Deray McKesson, of Black Lives Matter fame, and I, have something in common. We both went to Bowdoin College. Today he tweeted that he was proud of Bowdoin for taking down a plaque honoring Confederate alumni. I guess I’m proud of the college too, but I have to say I’m also a little embarrassed.
When I went there I knew very little about Bowdoin’s Civil War history. I can’t recall ever seeing the plaque in question. I think at some point I heard something about Joshua Lawrence Chamberlain, one of the heroes (on the Union side) at Gettysburg. I think I even had a seminar in his former home. But the Vietnam war was raging, and Chamberlain was more known on campus for being the college president that mandated that every student had to participate in the 1870s equivalent of ROTC. The students actually went on strike, something that didn’t happen again until the nationwide student strike after Kent State.
Anyway, I was shocked to learn that the plaque in question was placed in 1965, at the end of the Civil War centennial.

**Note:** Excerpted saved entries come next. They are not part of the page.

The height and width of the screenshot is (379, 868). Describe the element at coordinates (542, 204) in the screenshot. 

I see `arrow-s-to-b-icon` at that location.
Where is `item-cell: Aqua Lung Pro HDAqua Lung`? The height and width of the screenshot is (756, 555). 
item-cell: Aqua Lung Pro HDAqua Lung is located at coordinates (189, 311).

I assumed it had been erected back in the mists of time. Look, you might say, even back in 1965 people, especially white people, weren’t sensitive to the issues that are being debated today. Times were different. All true. But, gag, guess whose name is on that plaque along with the other traitors? Ready?
Jefferson Davis!
My alma mater gave him an honorary degree before he betrayed his country in order to preserve slavery. So, technically, he was an alum, but even in 1965 you’d think they’d think twice about putting his name on a plaque up in the northernmost state in the continental U.S. Did it never cross their minds to simply rescind the honorary degree, or conveniently forget about it? They should have done that in 1861.
But to quote Mr. Dylan: “..you who philosophize disgrace and criticize all fears, take the rag away from your face, now ain’t the time for your tears.

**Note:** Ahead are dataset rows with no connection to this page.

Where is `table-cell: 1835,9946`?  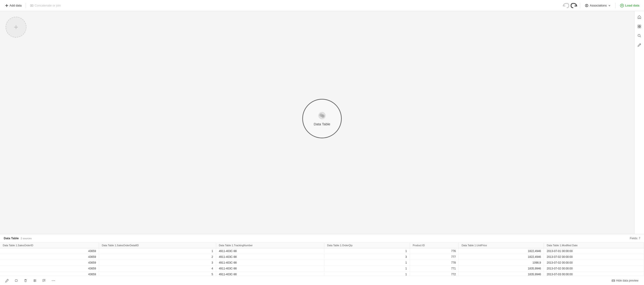 table-cell: 1835,9946 is located at coordinates (502, 268).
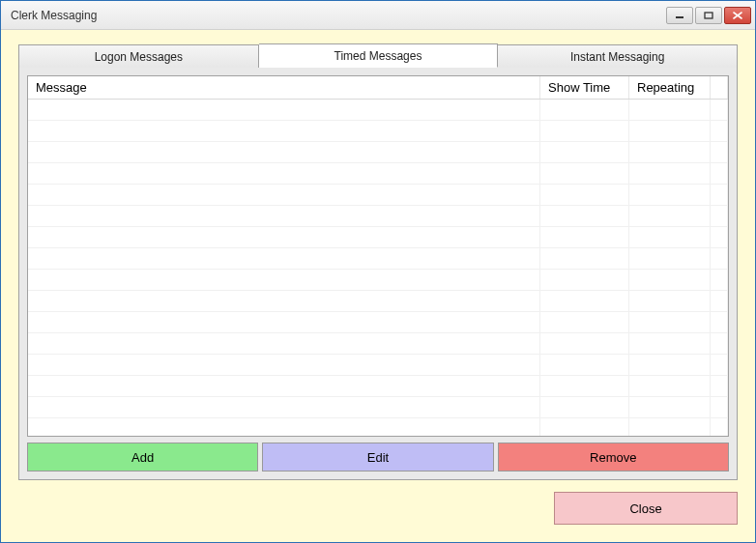 The width and height of the screenshot is (756, 543). I want to click on column-header-repeating: Repeating, so click(670, 87).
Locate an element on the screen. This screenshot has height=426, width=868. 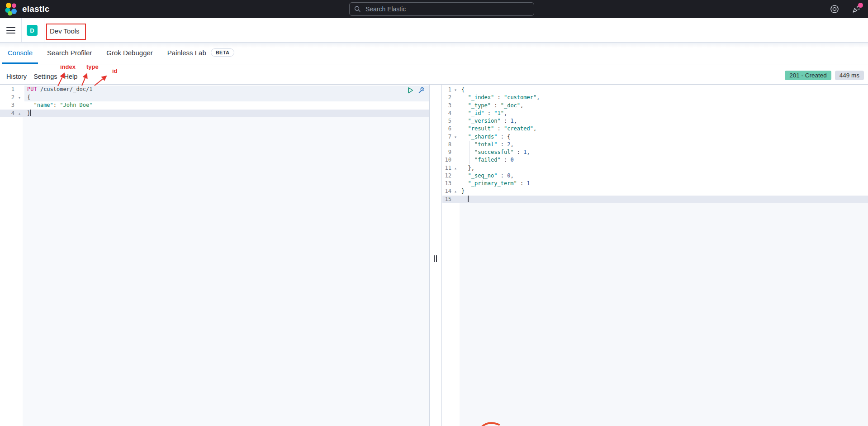
console-menu-settings: Settings is located at coordinates (45, 77).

Yes, indeed, this would all be bad enough, but consider this. The college will replace the current plaque:
This panel will update and replace a previous panel installed in the Pickard lobby in the fall of 2015 that explained Bowdoin’s connections to the Civil War and described the College’s relationship with Davis. It was at that time that the Bowdoin Board of Trustees agreed unanimously to discontinue an award in Davis’s name that had been presented annually from 1973 to 2015 to a student or students excelling in constitutional law, and to return the full value of the award’s endowment to the original donor, the United Daughters of the Confederacy.
In 1973, the year after I graduated, the College started giving an award in Davis’s honor for, of all things, excellence in constitutional law, paid for by a group of racists. And they kept giving it until 2015! There are deposits of irony there that I simply can’t mine. It’s hard to believe they were able to get away with it back in ’73. There was already a fairly active and outspoken African American society and 60s radicalism had not yet been totally squashed. In all those years, did it never happen that the winner of that award was a person of color, who by Davis’s lights should have been toiling on a plantation? How do you give an African American an award named after Jefferson Davis? Maybe they handed it out in the dead of night, and never told the honoree about it. Maybe they just called it the “Davis” award, and left out the “Jefferson”. Whatever.
Well, I’m still a loyal alum, and like McKesson I’m happy that Bowdoin did the right thing, but absolutely stunned that it had the need to do so.
Oh, one more thing. Fondly do I hope, fervently do I pray, that the college does not see fit to give a degree to the current occupant of the White House.